December 18, 2010

Senate Passes Historic 'Don't Ask, Don't Tell' Repeal

USA News
written by Robert Schlesinger
Saturday December 18, 2010

The Senate voted overwhelmingly—65-to-31—Saturday to repeal the 17-year old ban on gays serving openly in the military. Eight Republicans joined 57 Democrats on the right side of history. President Obama is expected to sign the bill into law some time before Christmas.

Now it’s up to the military to actually enact it, and as my friend Steve Clemons points out, this will take a while. But now that the shouting is over and the talking points can be consigned to history’s dustbin, does anyone really think that the greatest military force in history will fail—or, really, break a sweat—at the task?

The eight Republicans voting in favor of the repeal included a few surprises, most notably North Carolina Sen. Richard Burr, who had voted to support the GOP filibuster against the repeal. Burr, who won re-election just last month, spoke of a “generational transition” taking place in this country. “If the Republican from North Carolina is talking like this, opposition to homosexuality has, in some broader sense, lost its political juice,” Politico’s Ben Smith notes. Burr could make the vote because he was just re-elected. The other GOPer to support the filibuster but then flip was Sen. John Ensign, the scandal-ridden Nevadan who apparently hopes to win another term next year. He presumably made the vote in order to be re-elected. So it goes.
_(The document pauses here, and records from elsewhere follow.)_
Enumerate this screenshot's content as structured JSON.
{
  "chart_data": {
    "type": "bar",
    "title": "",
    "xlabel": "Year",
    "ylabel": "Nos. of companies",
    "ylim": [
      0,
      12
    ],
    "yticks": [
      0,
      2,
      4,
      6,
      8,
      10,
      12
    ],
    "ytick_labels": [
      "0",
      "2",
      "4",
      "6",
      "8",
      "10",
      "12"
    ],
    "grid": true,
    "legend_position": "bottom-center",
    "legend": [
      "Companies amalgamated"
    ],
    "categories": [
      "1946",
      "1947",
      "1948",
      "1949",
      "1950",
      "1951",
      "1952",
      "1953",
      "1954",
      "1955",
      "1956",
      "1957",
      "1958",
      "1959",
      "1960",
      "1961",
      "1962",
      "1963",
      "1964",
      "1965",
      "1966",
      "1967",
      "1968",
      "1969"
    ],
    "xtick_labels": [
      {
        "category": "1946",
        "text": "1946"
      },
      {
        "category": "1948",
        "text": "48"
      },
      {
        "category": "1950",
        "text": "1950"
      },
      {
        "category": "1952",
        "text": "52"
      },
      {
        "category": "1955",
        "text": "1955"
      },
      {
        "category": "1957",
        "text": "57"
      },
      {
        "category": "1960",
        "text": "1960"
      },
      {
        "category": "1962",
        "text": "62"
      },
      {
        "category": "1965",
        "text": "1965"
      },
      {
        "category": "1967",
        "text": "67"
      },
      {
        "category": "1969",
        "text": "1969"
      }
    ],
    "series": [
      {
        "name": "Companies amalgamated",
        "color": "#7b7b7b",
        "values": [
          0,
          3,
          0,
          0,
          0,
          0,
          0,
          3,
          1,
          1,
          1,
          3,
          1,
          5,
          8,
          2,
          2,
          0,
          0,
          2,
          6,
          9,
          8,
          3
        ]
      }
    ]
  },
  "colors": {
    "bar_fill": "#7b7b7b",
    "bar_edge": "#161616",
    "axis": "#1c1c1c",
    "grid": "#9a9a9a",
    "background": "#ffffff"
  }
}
The other Republicans voting for repeal were Mark Kirk of Illinois, Scott Brown of Massachusetts, George Voinovich of Ohio, Lisa Murkowski of Alaska, and Maine’s two moderates, Olympia Snowe and Susan Collins. Brown and Snowe, like Ensign, are up for re-election in two years.

John McCain, who had kept saying he would support a repeal when the military did right up to the point where the military actually did, went down swinging. Decrying the “liberal bastions of America” and “elite schools” and “salons of Georgetown,” he sounded rather like a sad caricature from another age. All that was missing was yelling for those damn gay kids to get off his lawn. Salons of Georgetown? Seriously?
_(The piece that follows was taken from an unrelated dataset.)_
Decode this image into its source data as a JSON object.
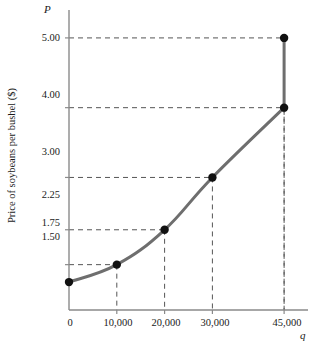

Newly installed West Virginia Democratic Sen. Joe Manchin skipped the vote because—I’m not making this up—he had a Christmas party to attend. He too is up for re-election in 2012. In the Manchin, Ensign, Brown, and Snowe votes you can get a sense of where the “generational transition” has taken hold and where it is lagging. But Burr is right, it is inevitable.
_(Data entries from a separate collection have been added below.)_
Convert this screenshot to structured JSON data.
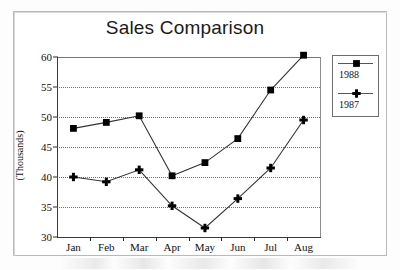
{
  "chart_data": {
    "type": "line",
    "title": "Sales Comparison",
    "xlabel": "",
    "ylabel": "(Thousands)",
    "categories": [
      "Jan",
      "Feb",
      "Mar",
      "Apr",
      "May",
      "Jun",
      "Jul",
      "Aug"
    ],
    "ylim": [
      30,
      60
    ],
    "yticks": [
      30,
      35,
      40,
      45,
      50,
      55,
      60
    ],
    "grid": true,
    "legend_position": "right",
    "series": [
      {
        "name": "1988",
        "marker": "square",
        "values": [
          48.1,
          49.1,
          50.2,
          40.2,
          42.4,
          46.4,
          54.5,
          60.3
        ]
      },
      {
        "name": "1987",
        "marker": "plus",
        "values": [
          40.0,
          39.2,
          41.2,
          35.2,
          31.5,
          36.4,
          41.5,
          49.5
        ]
      }
    ]
  },
  "legend": {
    "entries": [
      {
        "label": "1988",
        "marker": "square-marker-icon"
      },
      {
        "label": "1987",
        "marker": "plus-marker-icon"
      }
    ]
  },
  "colors": {
    "line": "#333333",
    "marker": "#000000",
    "grid": "#6f6f6f",
    "axis": "#2b2b2b",
    "text": "#111111",
    "frame": "#b9b9b9"
  }
}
Now the action moves to the Pentagon and the U.S. military installations around the world. I covered the military for a few years; I have friends who have served and who are now serving. I have enormous admiration for our armed forces and haven’t the slightest doubt that they will deal with this transition with their usual levels of skill and success. In fact I’m sometimes surprised that members of the military don’t take greater offense to the notion from their alleged friends that they’re not capable of overcoming base prejudices.

In the mean time not only did the U.S. Senate do the right thing, but by a 2-to-1 margin. This should come as no surprise. Such controversial votes tend not to be close as people scramble to be on the right side of morality when they see passage is inevitable.